It took Anthony Foster six years to learn that the thing he was best suited for–the one thing he did phenomenally well–wasn’t going to pay the bills.

He got the kind of breaks most aspiring dancers only dream of. When he was 14, he learned how to break-dance from an Elgin group called the Boogie Down Masters. That was back in 1993, long after break-dancing’s 1980s heyday. Within a couple years he’d formed his own crew at home in west suburban Glendale Heights, Boogie Down Masters Chapter Two. They were asked to perform in a recital at the studio where they rehearsed. It was the first time Foster had ever seen other forms of dance performed. “People were doing ballet, jazz, lyrical jazz, and other things I had not been exposed to before,” he says. The studio’s owner, impressed by his talent and his enthusiasm, “on the spot offered me a job and a scholarship.” In exchange for cleaning bathrooms and sweeping floors, Foster got to take as many dance classes as he could, and his high school gave him credit for them through its work-study program. Foster took “no less than three classes a day” in ballet, tap, and jazz.

After graduation he won a partial scholarship to study dance at Barat College in Lake Forest. A friend got him a job teaching a hip-hop class at a studio in Libertyville. “I was 17 years old and had only been dancing one year,” he says. “I felt kind of honored.” But he went home after only one semester. “I don’t really think I was ready for school yet,” he says. “I wasn’t too sure that was what I wanted to spend all my time doing, or if it was there that I wanted to be training.”

Another friend suggested he look into the scholarship program at the Gus Giordano Dance Center in Evanston. Foster studied there through the summer of 1998. “I was on the Metra at 6 AM to take a 9 AM class,” he says. “I wouldn’t get home until midnight. That was my whole summer.”

That fall he got a job backing up a Giordano dancer at the Miss Gay America pageant in Little Rock, which he says “was really wild.” Soon afterward he rented a studio apartment in Chicago and got a gig as a dancer in the Chicago Symphony Orchestra’s annual Christmas show. But he was lonely and realized that he was out of his depth. “I was doing just classical jazz style, but my body hadn’t developed well enough to be executing jazz steps properly without a ballet foundation.” He visited Ballet Chicago, asked some questions, and landed yet another scholarship–his fourth. “Many guys get lucky because there are not enough male dancers out there,” he explains.

He began training at Ballet Chicago last winter, moved in with friends on the northwest side, and made money teaching and working as a dancer and DJ for an entertainment company. It wasn’t much. “I literally survived on pasta, rice, and bread and water for a little while,” he says. “I lost a lot of weight.” By the summer he realized he couldn’t keep it up. “I hated starving,” he says. “I was expecting too much of my body–I couldn’t even nourish it properly.”

Reluctantly, he quit Ballet Chicago, got a job at the Gap, and moved to Elmhurst with his girlfriend, where he continues to teach and choreograph.

He hasn’t given up his day job, but last month he and three other dancers of varied backgrounds performed a “hip-hoppy jazz piece” of his at Dance Chicago ’99 under the name Dazzle Dance Dynamics.

And this Monday he’ll lead a break-dancing workshop at the Old Town School. Foster insists that the form is still popular. “It’s more underground today; people still do it at hip-hop bars and underground parties, but it’s not like you’re going to see it on the streets anymore. But it may come back again. It gets its spurts. It’s almost like a pregnancy, with contractions. When they come, they come hard and they hurt and you notice them.”

He says anyone can bust a move. “It’s just whether they choose to or not. Like when people say they can’t dance. Everybody can dance, but do they choose to?”

Foster’s class is on Monday from 6 to 7:20 (and again on March 6) at the Old Town School of Folk Music, 4544 N. Lincoln. Tuition is $20. Call 773-728-6000 to register and to confirm the location and time.

–Cara Jepsen

Art accompanying story in printed newspaper (not available in this archive): photo/Nathan Mandell.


In the records below, find the line containing "UI element localization: list". Output it and every line after it to the end, unchanged, with no pictures.
-----
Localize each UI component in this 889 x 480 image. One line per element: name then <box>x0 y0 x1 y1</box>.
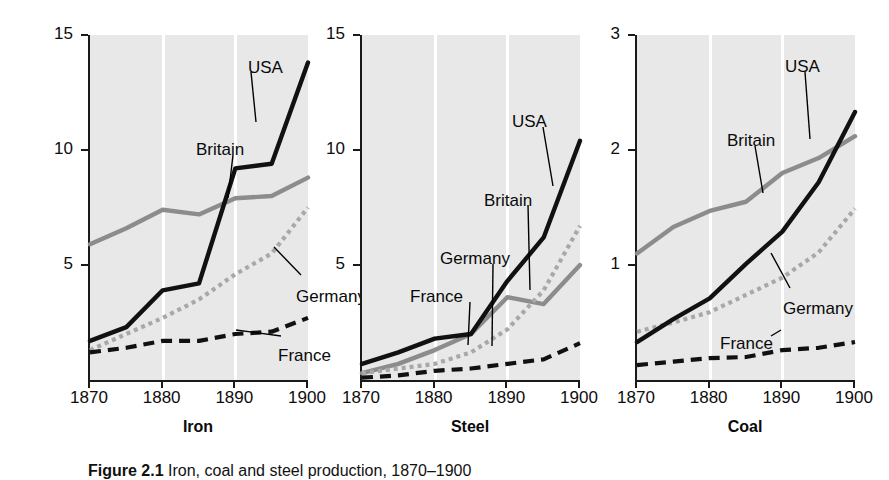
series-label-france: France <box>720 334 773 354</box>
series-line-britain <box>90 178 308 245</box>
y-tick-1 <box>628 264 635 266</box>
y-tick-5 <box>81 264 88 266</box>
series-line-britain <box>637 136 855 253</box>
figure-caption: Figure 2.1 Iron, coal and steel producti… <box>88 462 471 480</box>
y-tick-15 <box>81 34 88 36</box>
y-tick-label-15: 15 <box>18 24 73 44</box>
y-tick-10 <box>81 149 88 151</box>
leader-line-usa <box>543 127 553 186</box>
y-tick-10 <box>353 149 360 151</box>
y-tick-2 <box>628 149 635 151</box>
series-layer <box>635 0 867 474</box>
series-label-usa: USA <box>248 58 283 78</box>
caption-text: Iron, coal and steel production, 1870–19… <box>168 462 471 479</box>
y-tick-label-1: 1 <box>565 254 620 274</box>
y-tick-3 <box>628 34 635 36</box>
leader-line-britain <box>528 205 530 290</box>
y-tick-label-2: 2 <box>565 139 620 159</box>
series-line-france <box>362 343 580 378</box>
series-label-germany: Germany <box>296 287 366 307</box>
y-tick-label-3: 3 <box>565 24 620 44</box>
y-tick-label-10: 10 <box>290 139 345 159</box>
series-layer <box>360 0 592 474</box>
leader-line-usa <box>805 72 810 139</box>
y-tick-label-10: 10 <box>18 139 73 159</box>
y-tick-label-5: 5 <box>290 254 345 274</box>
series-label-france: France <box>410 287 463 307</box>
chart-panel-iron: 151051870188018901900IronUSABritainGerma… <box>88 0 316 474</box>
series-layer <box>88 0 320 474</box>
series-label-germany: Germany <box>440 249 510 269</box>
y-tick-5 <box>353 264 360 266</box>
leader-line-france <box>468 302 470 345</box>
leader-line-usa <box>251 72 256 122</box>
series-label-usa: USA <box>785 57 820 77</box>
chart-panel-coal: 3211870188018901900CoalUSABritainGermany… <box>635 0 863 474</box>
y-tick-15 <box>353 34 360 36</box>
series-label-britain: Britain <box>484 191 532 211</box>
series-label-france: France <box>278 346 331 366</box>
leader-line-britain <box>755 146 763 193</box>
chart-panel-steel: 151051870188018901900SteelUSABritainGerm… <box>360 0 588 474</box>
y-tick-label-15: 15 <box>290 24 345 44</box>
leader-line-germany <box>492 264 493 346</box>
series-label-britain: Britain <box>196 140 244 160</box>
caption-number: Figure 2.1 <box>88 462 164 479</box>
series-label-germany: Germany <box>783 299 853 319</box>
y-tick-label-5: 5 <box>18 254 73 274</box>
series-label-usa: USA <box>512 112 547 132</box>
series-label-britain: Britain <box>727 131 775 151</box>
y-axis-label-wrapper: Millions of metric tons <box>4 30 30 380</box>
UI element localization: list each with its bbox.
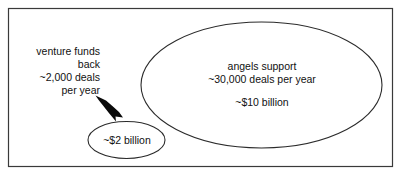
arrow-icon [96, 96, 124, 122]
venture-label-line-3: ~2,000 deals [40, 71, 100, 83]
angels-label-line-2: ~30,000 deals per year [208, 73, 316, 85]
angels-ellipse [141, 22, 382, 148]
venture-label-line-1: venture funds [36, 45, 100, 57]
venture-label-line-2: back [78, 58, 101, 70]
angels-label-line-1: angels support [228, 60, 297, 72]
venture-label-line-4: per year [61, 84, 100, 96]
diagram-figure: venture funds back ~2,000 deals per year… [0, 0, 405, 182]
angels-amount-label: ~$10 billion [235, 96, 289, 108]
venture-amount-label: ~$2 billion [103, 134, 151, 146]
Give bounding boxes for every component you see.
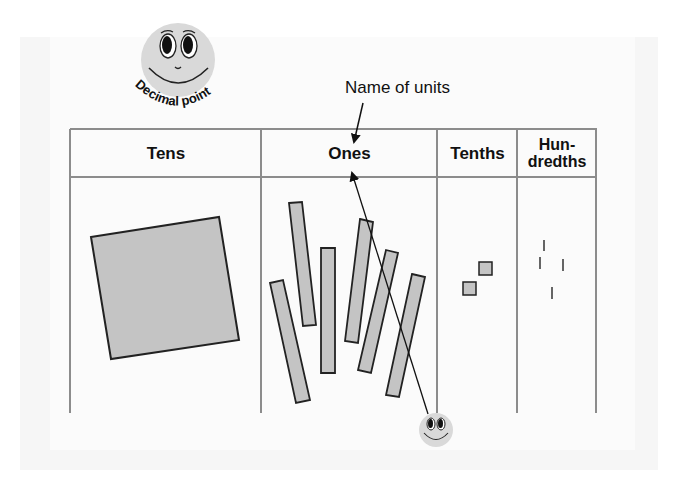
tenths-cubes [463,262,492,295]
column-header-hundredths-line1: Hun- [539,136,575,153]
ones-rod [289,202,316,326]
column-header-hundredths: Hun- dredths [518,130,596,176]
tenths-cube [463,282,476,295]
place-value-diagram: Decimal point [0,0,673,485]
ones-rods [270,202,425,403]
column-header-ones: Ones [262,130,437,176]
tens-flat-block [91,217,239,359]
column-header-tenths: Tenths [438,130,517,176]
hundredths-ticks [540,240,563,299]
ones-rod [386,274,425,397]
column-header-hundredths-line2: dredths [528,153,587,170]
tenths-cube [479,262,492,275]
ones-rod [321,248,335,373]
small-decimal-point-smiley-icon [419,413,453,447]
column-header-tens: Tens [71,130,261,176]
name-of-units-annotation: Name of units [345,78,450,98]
-----
SOLUTION TO THE EXERCISE =>
UI element localization: list each with its bbox.
arrow-icon [96, 96, 124, 122]
venture-label-line-3: ~2,000 deals [40, 71, 100, 83]
angels-label-line-2: ~30,000 deals per year [208, 73, 316, 85]
angels-ellipse [141, 22, 382, 148]
venture-label-line-1: venture funds [36, 45, 100, 57]
venture-label-line-2: back [78, 58, 101, 70]
angels-label-line-1: angels support [228, 60, 297, 72]
venture-label-line-4: per year [61, 84, 100, 96]
diagram-figure: venture funds back ~2,000 deals per year… [0, 0, 405, 182]
angels-amount-label: ~$10 billion [235, 96, 289, 108]
venture-amount-label: ~$2 billion [103, 134, 151, 146]
Give bounding boxes for every component you see.
tenths-cubes [463,262,492,295]
column-header-hundredths-line1: Hun- [539,136,575,153]
ones-rod [289,202,316,326]
column-header-hundredths: Hun- dredths [518,130,596,176]
tenths-cube [463,282,476,295]
place-value-diagram: Decimal point [0,0,673,485]
ones-rods [270,202,425,403]
column-header-ones: Ones [262,130,437,176]
tens-flat-block [91,217,239,359]
column-header-tenths: Tenths [438,130,517,176]
hundredths-ticks [540,240,563,299]
ones-rod [386,274,425,397]
column-header-hundredths-line2: dredths [528,153,587,170]
tenths-cube [479,262,492,275]
ones-rod [321,248,335,373]
small-decimal-point-smiley-icon [419,413,453,447]
column-header-tens: Tens [71,130,261,176]
name-of-units-annotation: Name of units [345,78,450,98]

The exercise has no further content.